Drag Rehab


Above, drag planners envision wider sidewalks with trees, cafes, benches and lamp posts. Below are two views of Guadalupe from the south, showing a northbound light rail land, bike lanes on both sides of the street and four lanes of car traffic. San Antonio Street would carry the southbound light rail line.
illustrations by Francis Tsai -- Black and Vernooy Architects


Jeanette Nassour, the 43-year owner of the Cadeau gift shop on Guadalupe, is well known for her outspokenness. So it shouldn't come as a surprise that she marched into the office of University of Texas President Robert Berdahl and, she recalls, asked that the Drag be included in UT's Master Plan. According to Nassour, Berdahl was thrilled with the idea. Now, two and a half years later, a Drag makeover plan may finally be taking shape.
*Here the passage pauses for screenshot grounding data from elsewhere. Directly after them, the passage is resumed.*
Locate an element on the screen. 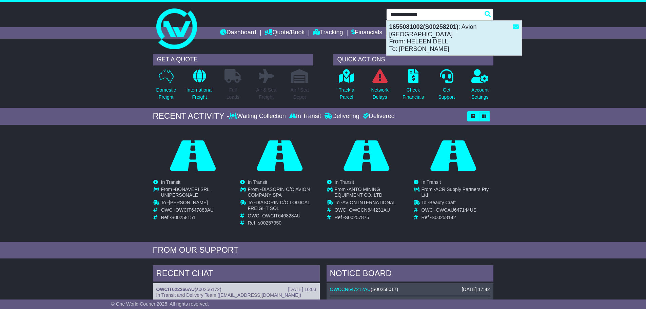 Image resolution: width=646 pixels, height=309 pixels. a: AccountSettings is located at coordinates (480, 86).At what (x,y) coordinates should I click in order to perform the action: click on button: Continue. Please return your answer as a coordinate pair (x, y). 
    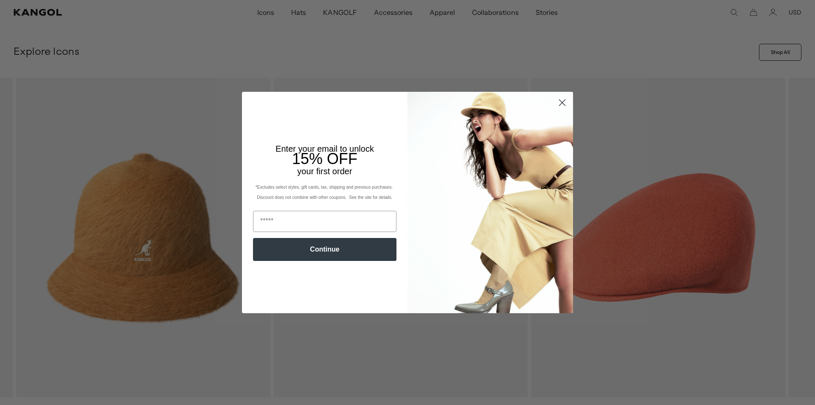
    Looking at the image, I should click on (325, 249).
With Capital Metro kicking in most of the funding, the Drag project will focus on transportation and pedestrian issues in an effort to beef up foot traffic on the retail strip. Traffic-calming measures, zoning changes, and re-landscaping and redesign projects are slated to make the Drag more inviting and convenient for students and shoppers. Sidewalks will be widened and bike lanes added to both sides of Guadalupe, consequently narrowing car lanes and decreasing traffic speeds.

"You feel like you take your life in your hands crossing the street there," says Kathy Norman, president of the University Area Partners (UAP), a neighborhood group contributing $30,000 to the renovations. "We're going to make it so cars will really know they're in a pedestrian area," she adds. In addition, Guadalupe is under consideration by Capital Metro for the installation of a northbound light rail line in the next decade.

"I think it's the most fun street in town and I think it ought to be respected for its history," says Nassour. In fact, planners on both sides of the street are looking to history to inspire visions of the new Drag. Once there were trolleys, street cafes, and easy movement between UT and West Campus, and planners would like to see that day dawn again with light rail, traffic-calming measures, and a revitalization of street life. For its part, UT plans to shorten the imposing limestone walls fronting Guadalupe and reinstall sloping lawns that stop at the street, while Drag merchants will need to challenge current city zoning ordinances to reinstate sidewalk cafes to the area. "I think restaurants are the thing that'll make the street really pop," says Nassour.


photograph courtesy of Austin History Center -- Austin Public Library

Drag rehab planners want a return to days of sloping green lawns and high foot traffic (above), while today's retail strip on Guadalupe is due for a multi-million dollar makeover (below).


photograph by John Anderson

The UAP, Capital Metro, and UT are paying for the installation of benches, street lamps, and bulletin board kiosks along both sides of the street, as well as for an aggressive campaign of tree-planting. In addition, public art projects -- such as pavement and sidewalk designs -- will be included in the redesign of the area. According to Capital Metro's project manager, Andre Tanner, planners are going for a "European type of flair."

While UAP will continue to fund the "soft" expenses such as architect's and lawyer's fees, Capital Metro's infrastructure improvements are broken down into three phases, not necessarily corresponding with UT's building schedule. Phase One is set to begin in March 1998 between 21st and 24th Streets at a cost of $2.6 million funded out of Capital Metro's Build Greater Austin fund, though final approval of those funds is not slated until next month. Phase Two will cover the stretches from Martin Luther King Boulevard to 21st Street, and 24th to 26th Streets. Phase Three will finish up the project with 26th to 29th Streets. Neither the second nor third phases has been scheduled or budgeted yet.

UT-sponsored studies of the Drag's economic status confirm that increasing numbers of street people and traffic congestion have turned people away from using the area for shopping and eating, a trend which Norman says bodes ill not just for area merchants: "The drag is an important area to Austin, and to the University. It can be a vibrant, wonderful place for people to work, shop, and live. And it could just as easily become a place where people don't want to go." -- K.V.